Frame One

Feb 20, 2024

The innovation value of broad expertise

A call-center forecasting story: when specialist methods stalled, a survival-analysis tool from another discipline unlocked the target—and why cross-functional breadth wins.

InnovationAnalyticsCross-functionalMachine learning
Header illustration for the article “The innovation value of broad expertise.”

It can be difficult to communicate the value of a wide experience and knowledge base in a business ecosystem that hears "jack-of-all-trades", but only listens to "but-master-of-none". In an increasingly specialized world, the ability to bridge many disciplines is severely underrated as a skill brought to bear on siloed departments and processes.

But there's a value for wide-breadth thinking in breaking through a specialist's intractable problems. Embrace the ability to pull from other disciplines, to see problems without the strict framework of this-is-how-it's-done, those crystalized structures of habit built up by formal education and depth-first learning which are easily shattered without the flexibility of outside influence. This lies at the center of successful first-principles thinking.

When I was working with a small team of ML engineers to forecast demand mode staffing for a call center, we had built an incredible forecast and solved all the sorts of problems a team of ML engineers could solve. We dealt with unreliable data, pipeline problems, mountains of exogenous variables, and even counteracted the historic signal of understaffed periods by reconstructing simulated demand under ideal conditions. All we needed to do was know where to aim it. And that's where the problem began.

To implement the staffing model, we needed to provide a target time-to-answer. We spent a lot of time talking to customers, reading surveys, looking at sentiment analysis, and comparing CSAT scores to wait times, and the signals were all over the place. No correlation between wait times and satisfaction, and customers were inconsistent in their demands—in short, all the normal ways of finding signal were failing.

It was only when we stepped out of the trap of domain specialization and took a cross-disciplinary approach that we solved the problem. We were able to identify the Kaplan-Meier estimator, a survival analysis method most commonly used to compare drug efficacy in medical studies, to identify a sharp decrease in proportional survival (i.e., non-abandoned calls) at a specific time.

Kaplan–Meier style chart: time in seconds on the horizontal axis and probability of not abandoning a call on the vertical axis; the curve steps down with notable changes around 22 seconds and 85 seconds.
Kaplan-Meier estimate of call abandonment (data simulated to protect proprietary company data)

The results were a resounding success. The model was so good we were able to answer more calls, faster, with lower total staffing levels—saving money and increasing customer satisfaction at the same time. This was possible only because of our team consisted of breadth-first jack-of-all-trades who could pull on (seemingly) unrelated past experiences to inform unexpected solutions.

So dive into learning new and diverse subjects. Build experiences across departments and functions. Take pride in your ability to adapt, to build complex connections, and bring a unique perspective founded on a wide web of interconnected knowledge.

And if you ever need to justify it, throw around "cross-functional". Because hiring managers sure love their buzzwords.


Brief:
What is wanted is every line below from the one with "Image is 560x259 pixels." up to and including the one with "Image is 765x532 pixels.", retyped exactly, pictures excluded, nothing else.

====== Records

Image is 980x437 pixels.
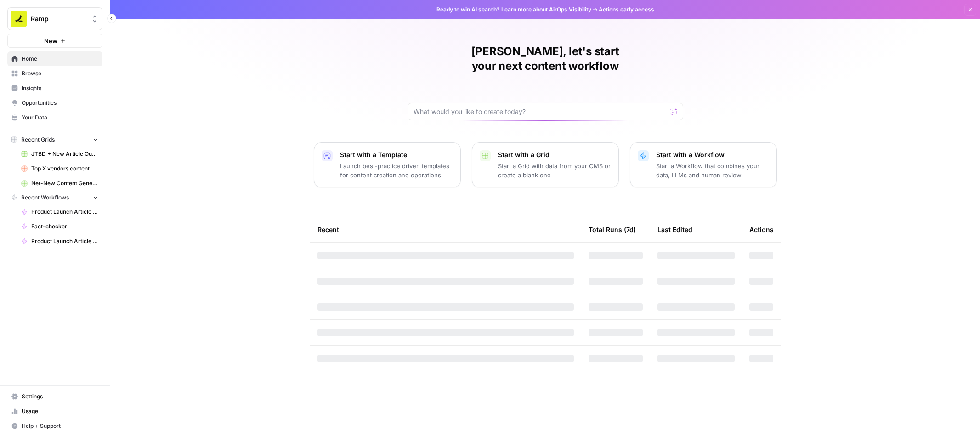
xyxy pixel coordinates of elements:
[17,234,103,248] a: Product Launch Article Automation - Dupe
[656,150,769,160] p: Start with a Workflow
[658,217,692,242] div: Last Edited
[7,96,103,110] a: Opportunities
[17,161,103,176] a: Top X vendors content generator
[44,36,58,46] span: New
[21,194,69,202] span: Recent Workflows
[17,219,103,234] a: Fact-checker
[630,142,777,187] button: Start with a WorkflowStart a Workflow that combines your data, LLMs and human review
[21,114,98,122] span: Your Data
[318,217,574,242] div: Recent
[32,208,98,216] span: Product Launch Article Automation
[498,150,611,160] p: Start with a Grid
[17,146,103,161] a: JTBD + New Article Output
[31,14,86,24] span: Ramp
[436,6,591,13] span: Ready to win AI search? about AirOps Visibility
[7,81,103,96] a: Insights
[498,161,611,179] p: Start a Grid with data from your CMS or create a blank one
[32,164,98,173] span: Top X vendors content generator
[21,422,98,430] span: Help + Support
[7,404,103,418] a: Usage
[340,161,453,179] p: Launch best-practice driven templates for content creation and operations
[7,34,103,47] button: New
[17,205,103,219] a: Product Launch Article Automation
[7,133,103,146] button: Recent Grids
[589,217,635,242] div: Total Runs (7d)
[7,418,103,433] button: Help + Support
[32,179,98,187] span: Net-New Content Generator - Grid Template
[17,176,103,190] a: Net-New Content Generator - Grid Template
[314,142,461,187] button: Start with a TemplateLaunch best-practice driven templates for content creation and operations
[472,142,619,187] button: Start with a GridStart a Grid with data from your CMS or create a blank one
[749,217,774,242] div: Actions
[7,51,103,66] a: Home
[21,99,98,107] span: Opportunities
[7,7,103,30] button: Workspace: Ramp
[656,161,769,179] p: Start a Workflow that combines your data, LLMs and human review
[408,44,683,73] h1: [PERSON_NAME], let's start your next content workflow
[7,389,103,404] a: Settings
[32,149,98,158] span: JTBD + New Article Output
[21,407,98,415] span: Usage
[21,392,98,401] span: Settings
[32,237,98,245] span: Product Launch Article Automation - Dupe
[10,10,27,27] img: Ramp Logo
[501,6,531,13] a: Learn more
[21,135,55,144] span: Recent Grids
[21,84,98,92] span: Insights
[598,6,654,13] span: Actions early access
[7,66,103,81] a: Browse
[21,55,98,63] span: Home
[32,222,98,231] span: Fact-checker
[340,150,453,160] p: Start with a Template
[7,190,103,205] button: Recent Workflows
[21,70,98,77] span: Browse
[7,110,103,125] a: Your Data
[413,107,666,116] input: What would you like to create today?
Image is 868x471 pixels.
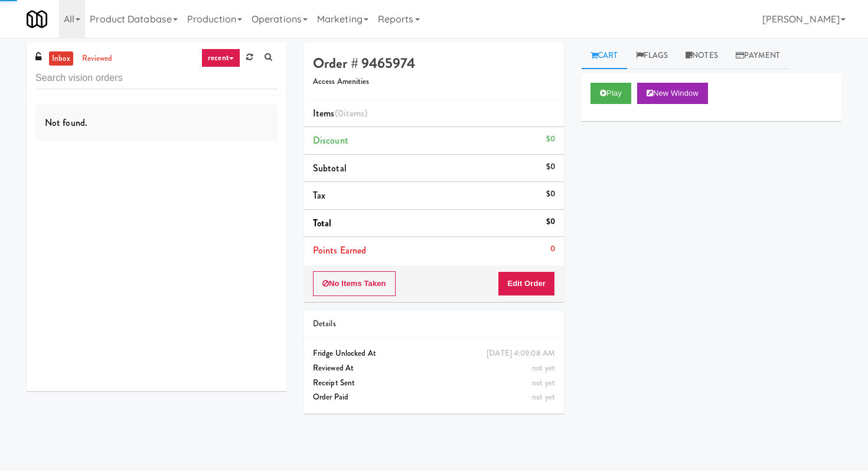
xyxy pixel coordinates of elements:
button: No Items Taken [313,271,395,296]
button: Edit Order [498,271,555,296]
span: Points Earned [313,244,366,257]
div: Fridge Unlocked At [313,346,555,361]
span: Not found. [45,116,87,129]
div: Reviewed At [313,361,555,376]
div: 0 [550,242,555,257]
span: Subtotal [313,161,346,175]
a: Notes [676,42,727,69]
div: $0 [546,186,555,201]
span: not yet [532,391,555,402]
span: (0 ) [335,106,368,120]
a: recent [201,48,240,67]
a: Payment [727,42,789,69]
button: Play [590,82,631,104]
a: reviewed [79,51,116,66]
span: not yet [532,377,555,388]
div: $0 [546,159,555,174]
div: Order Paid [313,390,555,404]
a: Cart [582,42,627,69]
a: inbox [49,51,73,66]
ng-pluralize: items [344,106,365,120]
span: Total [313,216,332,230]
div: [DATE] 4:09:08 AM [486,346,555,361]
span: not yet [532,362,555,373]
div: Details [313,316,555,331]
div: $0 [546,214,555,229]
h4: Order # 9465974 [313,56,555,71]
button: New Window [637,82,707,104]
img: Micromart [27,9,47,29]
div: Receipt Sent [313,376,555,391]
span: Tax [313,189,325,202]
span: Discount [313,133,348,147]
input: Search vision orders [35,67,278,89]
h5: Access Amenities [313,78,555,86]
span: Items [313,106,367,120]
div: $0 [546,132,555,146]
a: Flags [627,42,677,69]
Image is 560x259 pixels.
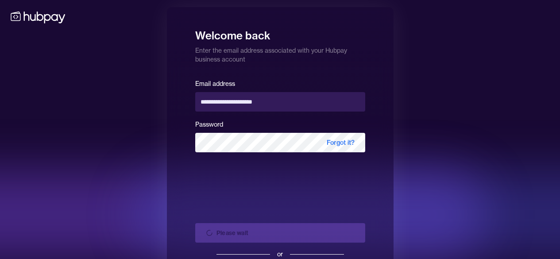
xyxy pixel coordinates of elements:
[195,23,365,43] h1: Welcome back
[195,43,365,64] p: Enter the email address associated with your Hubpay business account
[195,120,223,128] label: Password
[195,80,235,88] label: Email address
[277,250,283,259] div: or
[316,133,365,152] span: Forgot it?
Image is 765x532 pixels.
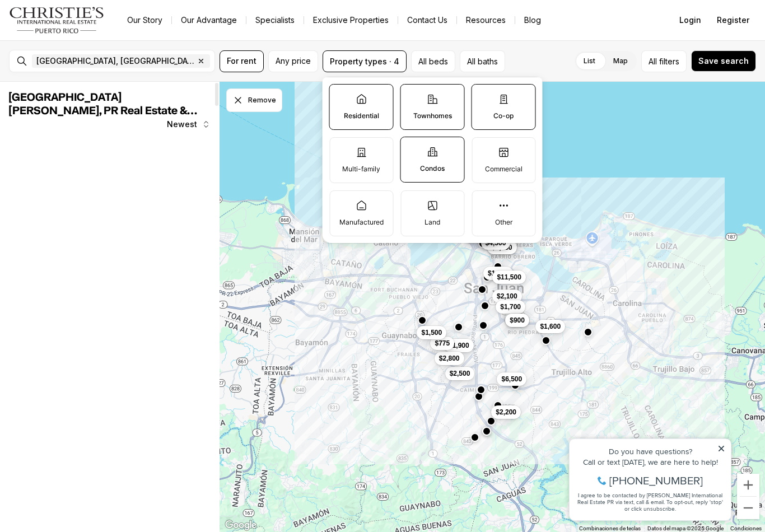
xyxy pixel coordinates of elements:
[172,12,246,28] a: Our Advantage
[398,12,456,28] button: Contact Us
[535,320,565,333] button: $1,600
[448,340,469,349] span: $1,900
[481,236,510,249] button: $4,500
[515,12,550,28] a: Blog
[268,51,318,72] button: Any price
[416,326,446,340] button: $1,500
[487,240,517,254] button: $1,250
[496,300,525,313] button: $1,700
[160,113,217,136] button: Newest
[497,272,521,281] span: $11,500
[497,372,526,385] button: $6,500
[425,218,440,227] p: Land
[493,289,522,302] button: $2,100
[505,313,529,327] button: $900
[485,238,506,247] span: $4,500
[604,51,636,71] label: Map
[167,120,197,129] span: Newest
[457,12,515,28] a: Resources
[420,164,445,173] p: Condos
[445,366,475,380] button: $2,500
[540,322,560,331] span: $1,600
[430,336,454,350] button: $775
[501,374,522,383] span: $6,500
[342,164,380,173] p: Multi-family
[491,405,521,418] button: $2,200
[227,56,256,65] span: For rent
[460,51,505,72] button: All baths
[510,316,524,325] span: $900
[118,12,171,28] a: Our Story
[12,36,162,43] div: Call or text [DATE], we are here to help!
[484,267,513,280] button: $1,600
[730,525,762,531] a: Condiciones (se abre en una nueva pestaña)
[434,339,450,348] span: $775
[12,25,162,33] div: Do you have questions?
[434,352,464,365] button: $2,800
[710,9,756,31] button: Register
[497,291,517,300] span: $2,100
[493,270,525,284] button: $11,500
[322,51,407,72] button: Property types · 4
[226,88,282,112] button: Dismiss drawing
[9,7,105,34] img: logo
[421,328,442,337] span: $1,500
[450,369,470,378] span: $2,500
[444,338,474,352] button: $1,900
[246,12,303,28] a: Specialists
[304,12,398,28] a: Exclusive Properties
[485,164,523,173] p: Commercial
[641,51,686,72] button: Allfilters
[698,56,748,65] span: Save search
[14,69,160,90] span: I agree to be contacted by [PERSON_NAME] International Real Estate PR via text, call & email. To ...
[691,51,756,72] button: Save search
[500,302,521,311] span: $1,700
[46,52,139,64] span: [PHONE_NUMBER]
[411,51,455,72] button: All beds
[672,9,708,31] button: Login
[737,497,759,519] button: Alejar
[492,242,512,251] span: $1,250
[659,56,679,67] span: filters
[647,525,723,531] span: Datos del mapa ©2025 Google
[493,111,514,120] p: Co-op
[413,111,452,120] p: Townhomes
[340,218,384,227] p: Manufactured
[9,92,197,130] span: [GEOGRAPHIC_DATA][PERSON_NAME], PR Real Estate & Homes for Rent
[737,474,759,496] button: Acercar
[574,51,604,71] label: List
[488,269,509,278] span: $1,600
[717,16,749,25] span: Register
[219,51,264,72] button: For rent
[496,407,516,416] span: $2,200
[344,111,379,120] p: Residential
[276,56,311,65] span: Any price
[679,16,701,25] span: Login
[649,56,657,67] span: All
[36,56,194,65] span: [GEOGRAPHIC_DATA], [GEOGRAPHIC_DATA], [GEOGRAPHIC_DATA]
[439,354,460,363] span: $2,800
[495,218,512,227] p: Other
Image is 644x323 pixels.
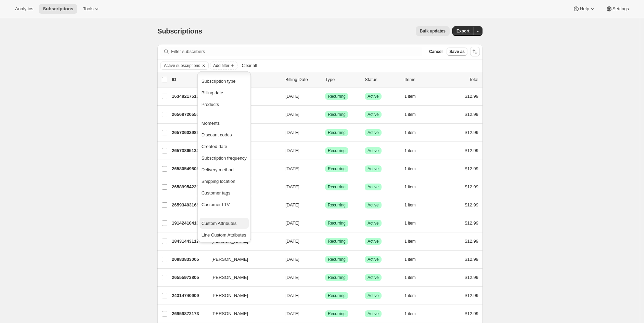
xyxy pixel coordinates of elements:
[368,202,379,208] span: Active
[328,130,346,136] span: Recurring
[404,239,415,244] span: 1 item
[172,274,206,281] p: 26555973805
[464,112,479,117] span: $12.99
[285,257,299,262] span: [DATE]
[172,91,479,101] div: 16348217517[PERSON_NAME][DATE]SuccessRecurringSuccessActive1 item$12.99
[285,311,299,316] span: [DATE]
[200,62,207,69] button: Clear
[201,167,233,172] span: Delivery method
[172,220,206,227] p: 19142410413
[172,183,479,192] div: 26589954221[PERSON_NAME][DATE]SuccessRecurringSuccessActive1 item$12.99
[328,221,346,226] span: Recurring
[213,63,229,69] span: Add filter
[172,218,479,228] div: 19142410413[PERSON_NAME][DATE]SuccessRecurringSuccessActive1 item$12.99
[368,239,379,244] span: Active
[11,4,37,14] button: Analytics
[212,311,248,318] span: [PERSON_NAME]
[368,275,379,280] span: Active
[212,293,248,299] span: [PERSON_NAME]
[404,110,423,119] button: 1 item
[172,293,206,299] p: 24314740909
[464,148,479,153] span: $12.99
[201,221,237,226] span: Custom Attributes
[171,47,422,56] input: Filter subscribers
[420,28,446,34] span: Bulk updates
[404,257,415,262] span: 1 item
[39,4,77,14] button: Subscriptions
[172,130,206,136] p: 26573602989
[208,272,276,283] button: [PERSON_NAME]
[212,256,248,263] span: [PERSON_NAME]
[368,221,379,226] span: Active
[404,202,415,208] span: 1 item
[612,6,628,12] span: Settings
[328,94,346,99] span: Recurring
[368,130,379,136] span: Active
[404,166,415,172] span: 1 item
[285,76,319,83] p: Billing Date
[208,308,276,319] button: [PERSON_NAME]
[452,27,474,36] button: Export
[212,274,248,281] span: [PERSON_NAME]
[285,293,299,298] span: [DATE]
[464,275,479,280] span: $12.99
[328,257,346,262] span: Recurring
[83,6,94,12] span: Tools
[328,148,346,154] span: Recurring
[172,236,479,247] div: 18431443117[PERSON_NAME][DATE]SuccessRecurringSuccessActive1 item$12.99
[368,293,379,299] span: Active
[447,48,468,55] button: Save as
[285,166,299,172] span: [DATE]
[43,6,73,12] span: Subscriptions
[404,201,423,210] button: 1 item
[325,76,359,83] div: Type
[285,112,299,117] span: [DATE]
[404,309,423,318] button: 1 item
[285,130,299,135] span: [DATE]
[172,76,206,83] p: ID
[164,63,200,69] span: Active subscriptions
[449,49,464,55] span: Save as
[285,148,299,153] span: [DATE]
[464,293,479,298] span: $12.99
[568,4,600,14] button: Help
[426,48,445,55] button: Cancel
[404,275,415,280] span: 1 item
[328,184,346,190] span: Recurring
[201,202,229,208] span: Customer LTV
[404,183,423,192] button: 1 item
[404,148,415,154] span: 1 item
[464,166,479,172] span: $12.99
[464,221,479,225] span: $12.99
[404,311,415,317] span: 1 item
[601,4,633,14] button: Settings
[404,236,423,247] button: 1 item
[285,184,299,190] span: [DATE]
[328,293,346,299] span: Recurring
[404,184,415,190] span: 1 item
[285,94,299,99] span: [DATE]
[404,218,423,228] button: 1 item
[368,166,379,172] span: Active
[210,62,237,69] button: Add filter
[208,254,276,265] button: [PERSON_NAME]
[201,79,236,83] span: Subscription type
[201,121,219,126] span: Moments
[172,238,206,245] p: 18431443117
[172,183,206,190] p: 26589954221
[172,254,479,264] div: 20883833005[PERSON_NAME][DATE]SuccessRecurringSuccessActive1 item$12.99
[172,311,206,318] p: 26959872173
[404,291,423,300] button: 1 item
[172,291,479,300] div: 24314740909[PERSON_NAME][DATE]SuccessRecurringSuccessActive1 item$12.99
[172,202,206,208] p: 26593493165
[464,184,479,190] span: $12.99
[172,165,206,172] p: 26580549805
[239,62,259,69] button: Clear all
[328,166,346,172] span: Recurring
[161,62,200,69] button: Active subscriptions
[404,273,423,282] button: 1 item
[328,112,346,117] span: Recurring
[172,201,479,210] div: 26593493165[PERSON_NAME][DATE]SuccessRecurringSuccessActive1 item$12.99
[404,128,423,137] button: 1 item
[79,4,105,14] button: Tools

============

Task solution:
Image is 560x259 pixels.
xyxy pixel coordinates of elements:
[195,23,365,43] h1: Welcome back
[195,43,365,64] p: Enter the email address associated with your Hubpay business account
[195,120,223,128] label: Password
[195,80,235,88] label: Email address
[277,250,283,259] div: or
[316,133,365,152] span: Forgot it?
Image is 765x532 pixels.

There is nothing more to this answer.